- Work order
Exactly reproduce the lines from the one containing "The image size is (980, 557)." through the last line of the data, both ends included, leaving out pictures.

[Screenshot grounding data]

************

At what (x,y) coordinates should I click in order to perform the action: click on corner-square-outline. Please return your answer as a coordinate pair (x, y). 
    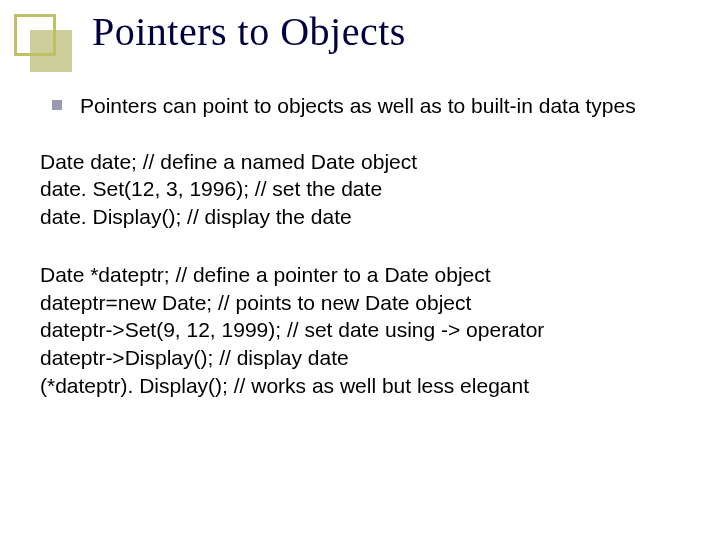
    Looking at the image, I should click on (35, 35).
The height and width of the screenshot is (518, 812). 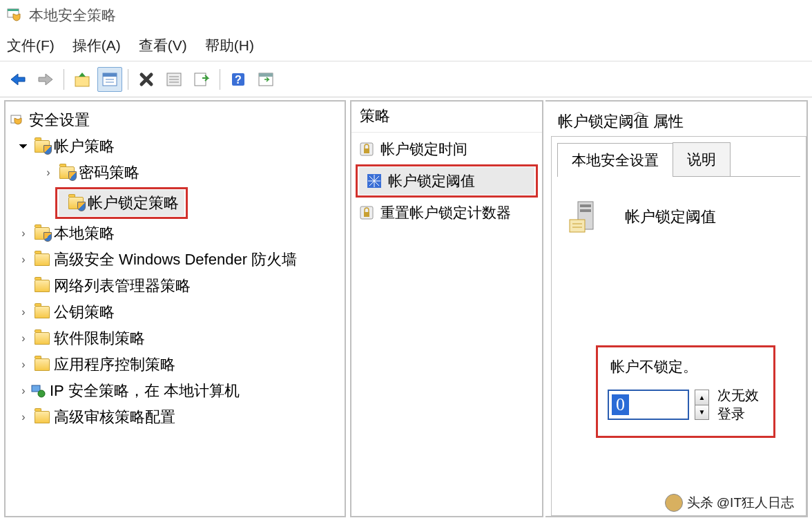 I want to click on export-button, so click(x=202, y=79).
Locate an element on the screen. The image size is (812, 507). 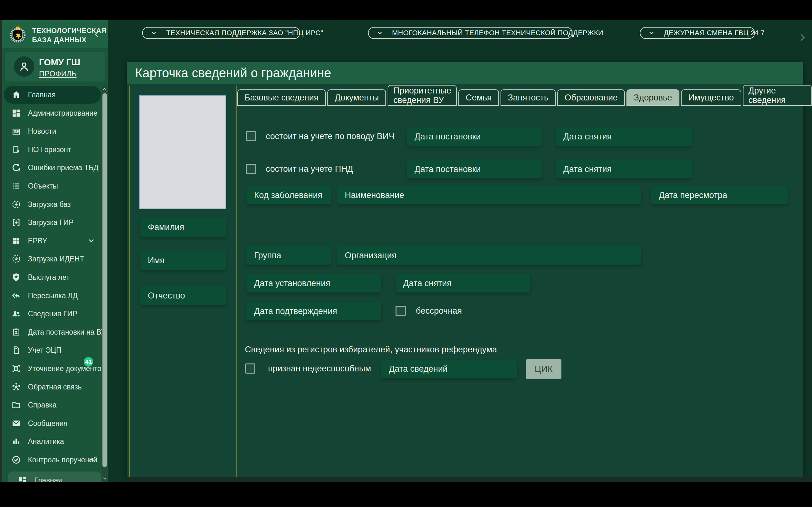
tab: Базовые сведения is located at coordinates (282, 98).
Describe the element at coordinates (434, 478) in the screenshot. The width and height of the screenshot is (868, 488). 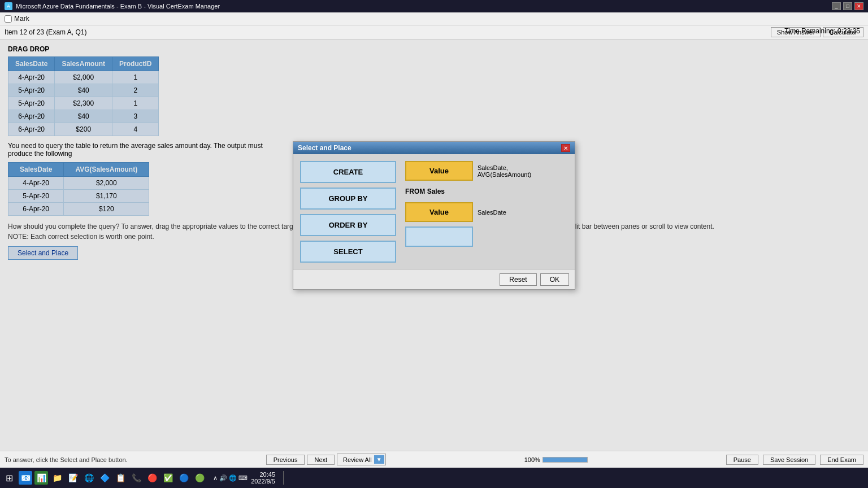
I see `taskbar: ⊞ 📧 📊 📁 📝 🌐 🔷 📋 📞 🔴 ✅ 🔵 🟢 ∧ 🔊 🌐 ⌨ 20:45 …` at that location.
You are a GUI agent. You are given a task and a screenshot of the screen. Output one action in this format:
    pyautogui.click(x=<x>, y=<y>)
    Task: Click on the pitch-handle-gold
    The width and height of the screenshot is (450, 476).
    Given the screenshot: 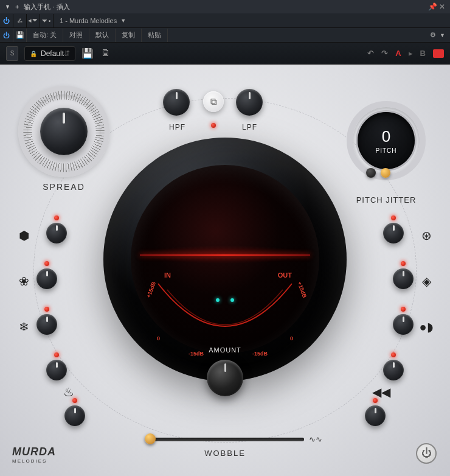 What is the action you would take?
    pyautogui.click(x=386, y=173)
    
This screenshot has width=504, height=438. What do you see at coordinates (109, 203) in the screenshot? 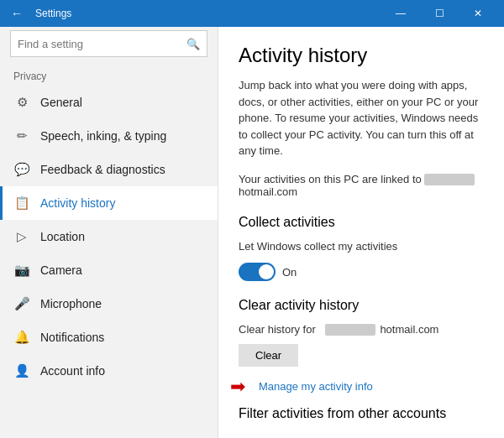
I see `sidebar-item-activity: 📋 Activity history` at bounding box center [109, 203].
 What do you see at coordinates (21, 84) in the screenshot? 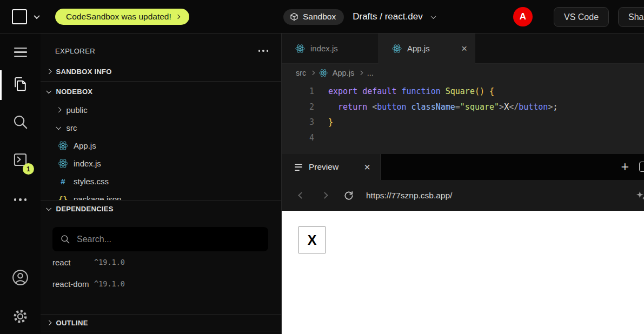
I see `files-view-button` at bounding box center [21, 84].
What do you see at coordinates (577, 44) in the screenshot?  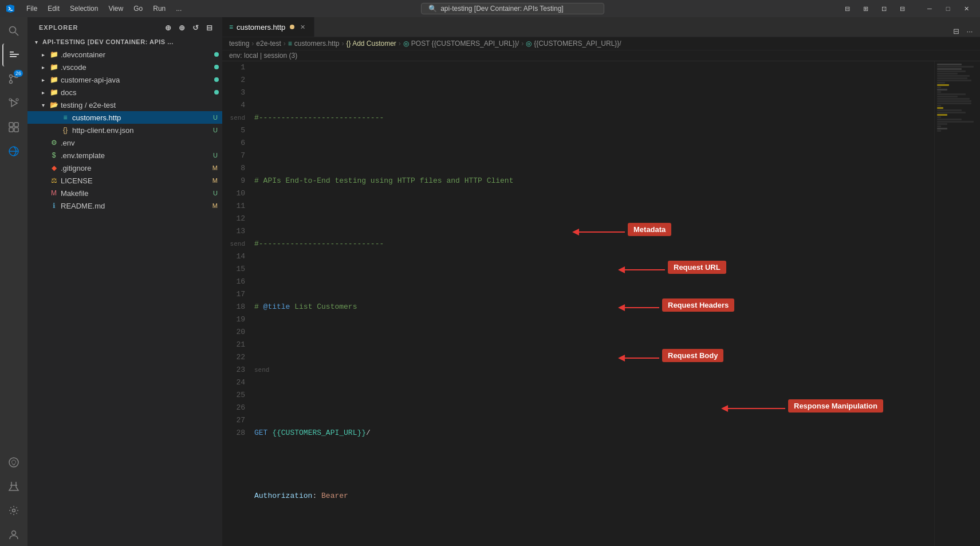 I see `breadcrumb-var: {{CUSTOMERS_API_URL}}/` at bounding box center [577, 44].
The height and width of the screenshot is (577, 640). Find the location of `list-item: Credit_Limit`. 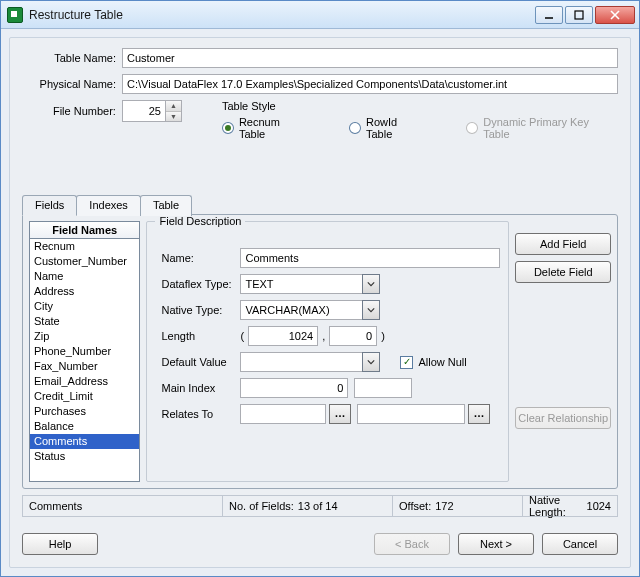

list-item: Credit_Limit is located at coordinates (84, 396).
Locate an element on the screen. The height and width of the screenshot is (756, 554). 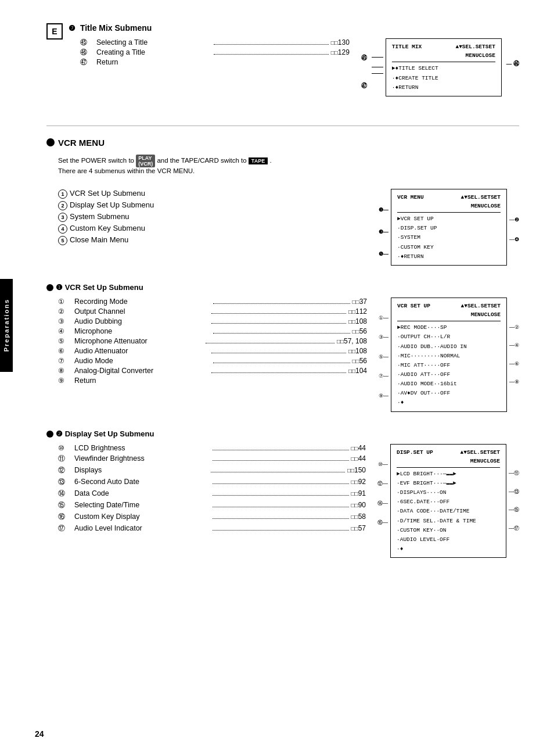
display-setup-title: ❷ Display Set Up Submenu is located at coordinates (283, 433).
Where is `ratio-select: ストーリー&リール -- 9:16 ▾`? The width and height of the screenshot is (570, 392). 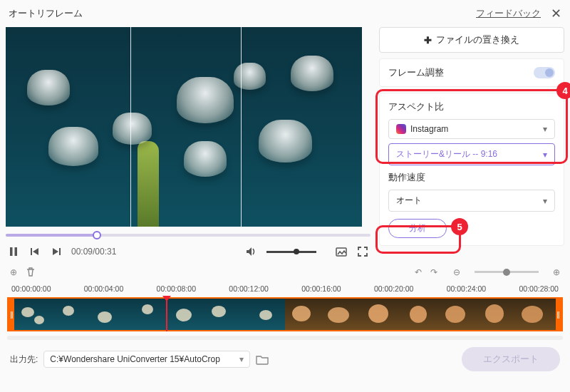 ratio-select: ストーリー&リール -- 9:16 ▾ is located at coordinates (472, 154).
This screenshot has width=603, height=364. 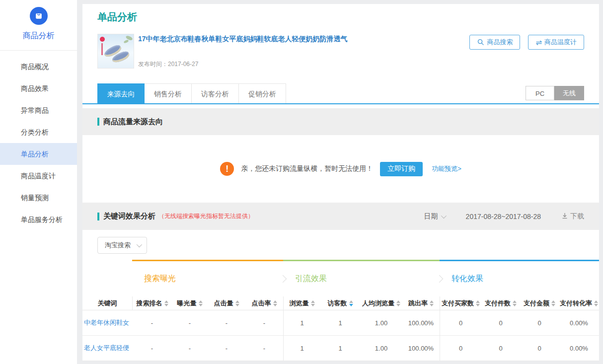 I want to click on product-search-label: 商品搜索, so click(x=500, y=42).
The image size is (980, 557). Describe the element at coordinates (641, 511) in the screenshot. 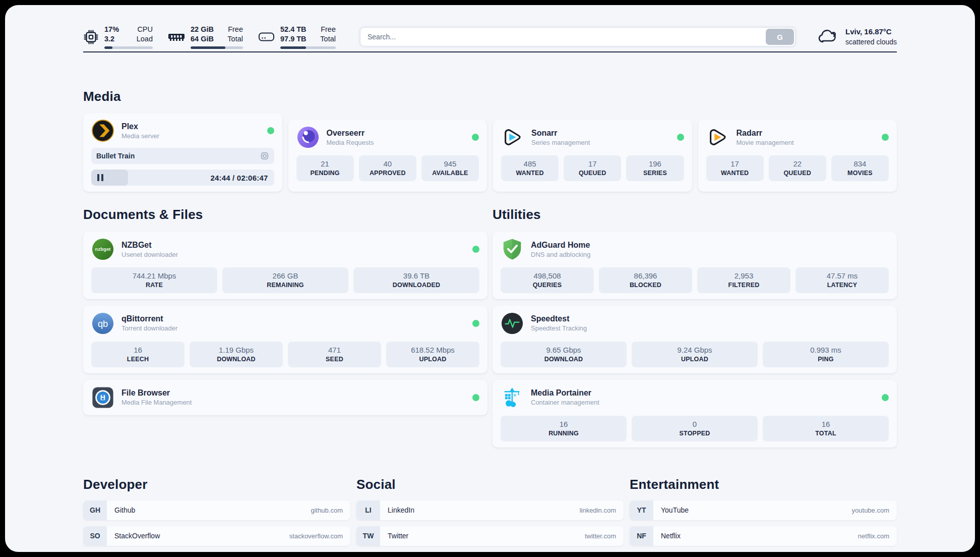

I see `bookmark-abbr: YT` at that location.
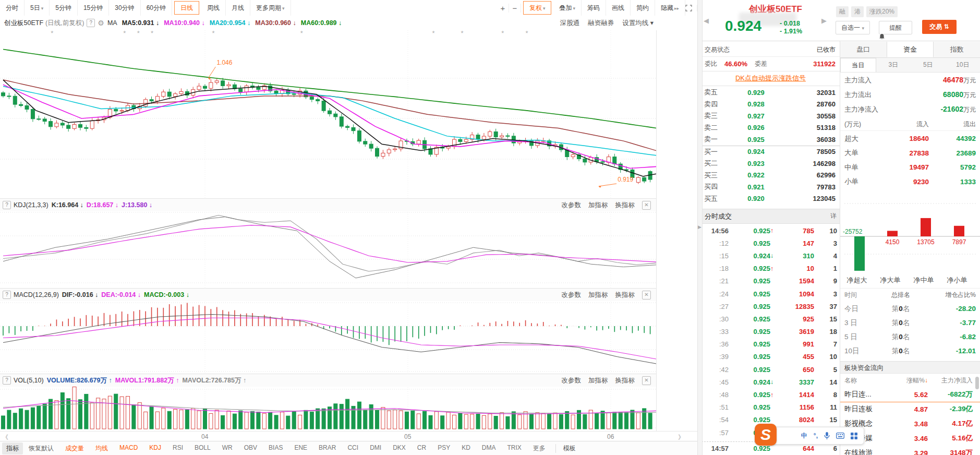 This screenshot has width=980, height=455. I want to click on next-stock-icon: ▶, so click(824, 21).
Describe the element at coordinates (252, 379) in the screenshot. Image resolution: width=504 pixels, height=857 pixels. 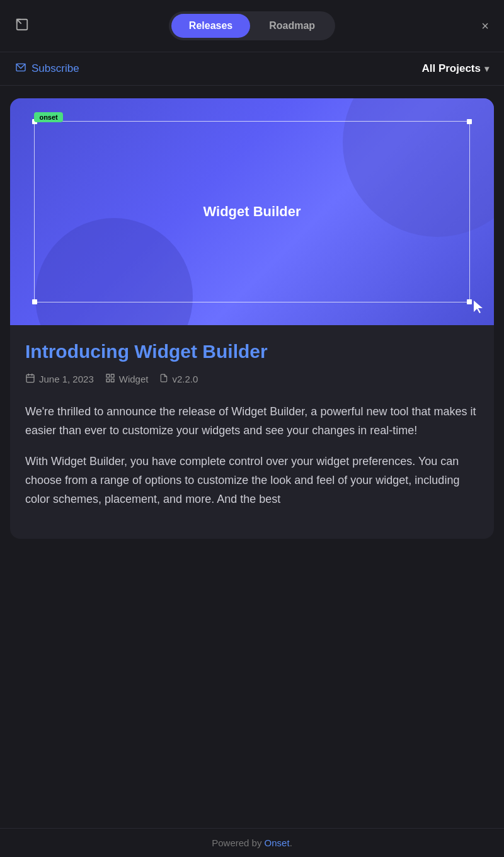
I see `release-meta: June 1, 2023 Widget` at that location.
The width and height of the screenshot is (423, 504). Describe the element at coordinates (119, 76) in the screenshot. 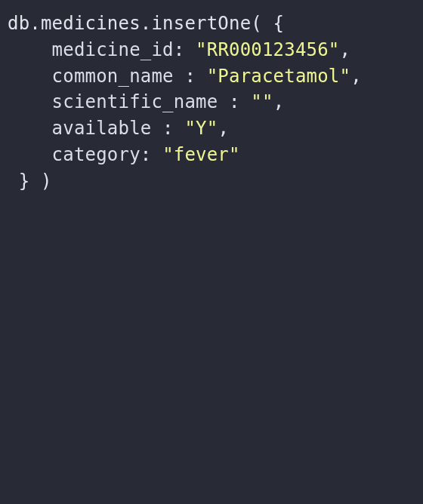

I see `code-key-common-name: common_name` at that location.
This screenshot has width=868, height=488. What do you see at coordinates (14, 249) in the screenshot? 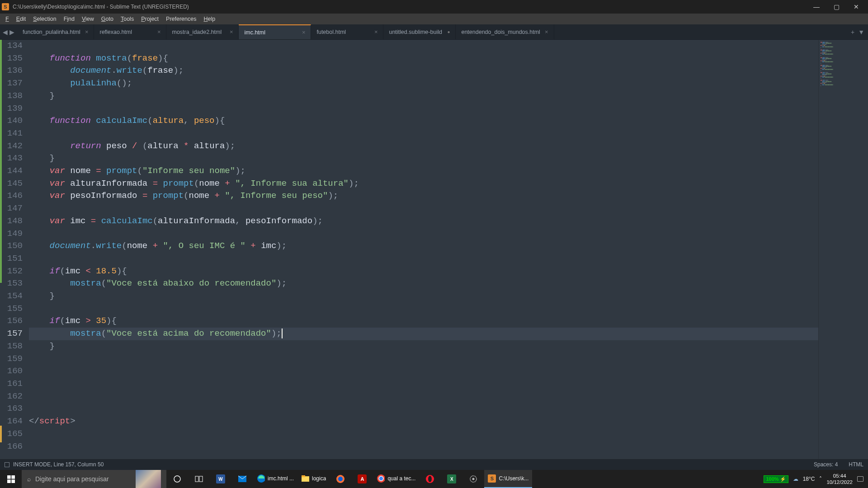
I see `line-gutter: 1341351361371381391401411421431441451461…` at bounding box center [14, 249].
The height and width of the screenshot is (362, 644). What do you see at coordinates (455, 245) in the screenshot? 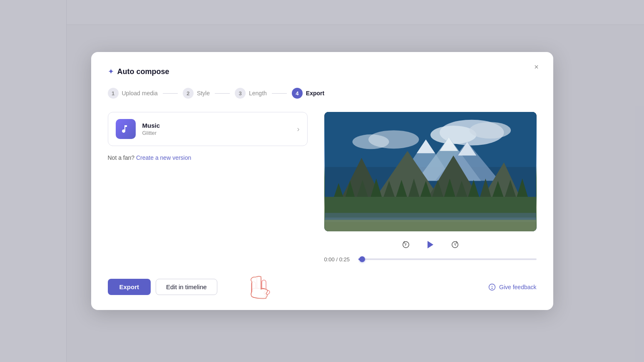
I see `forward-icon` at bounding box center [455, 245].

************

- Your response
The image size is (980, 557). Describe the element at coordinates (641, 511) in the screenshot. 

I see `bookmark-abbr: YT` at that location.
 This screenshot has width=980, height=455. I want to click on next-stock-icon: ▶, so click(824, 21).
Describe the element at coordinates (252, 379) in the screenshot. Image resolution: width=504 pixels, height=857 pixels. 
I see `release-meta: June 1, 2023 Widget` at that location.
The width and height of the screenshot is (423, 504). Describe the element at coordinates (119, 76) in the screenshot. 

I see `code-key-common-name: common_name` at that location.
This screenshot has width=868, height=488. What do you see at coordinates (14, 249) in the screenshot? 
I see `line-gutter: 1341351361371381391401411421431441451461…` at bounding box center [14, 249].
The height and width of the screenshot is (362, 644). What do you see at coordinates (455, 245) in the screenshot? 
I see `forward-icon` at bounding box center [455, 245].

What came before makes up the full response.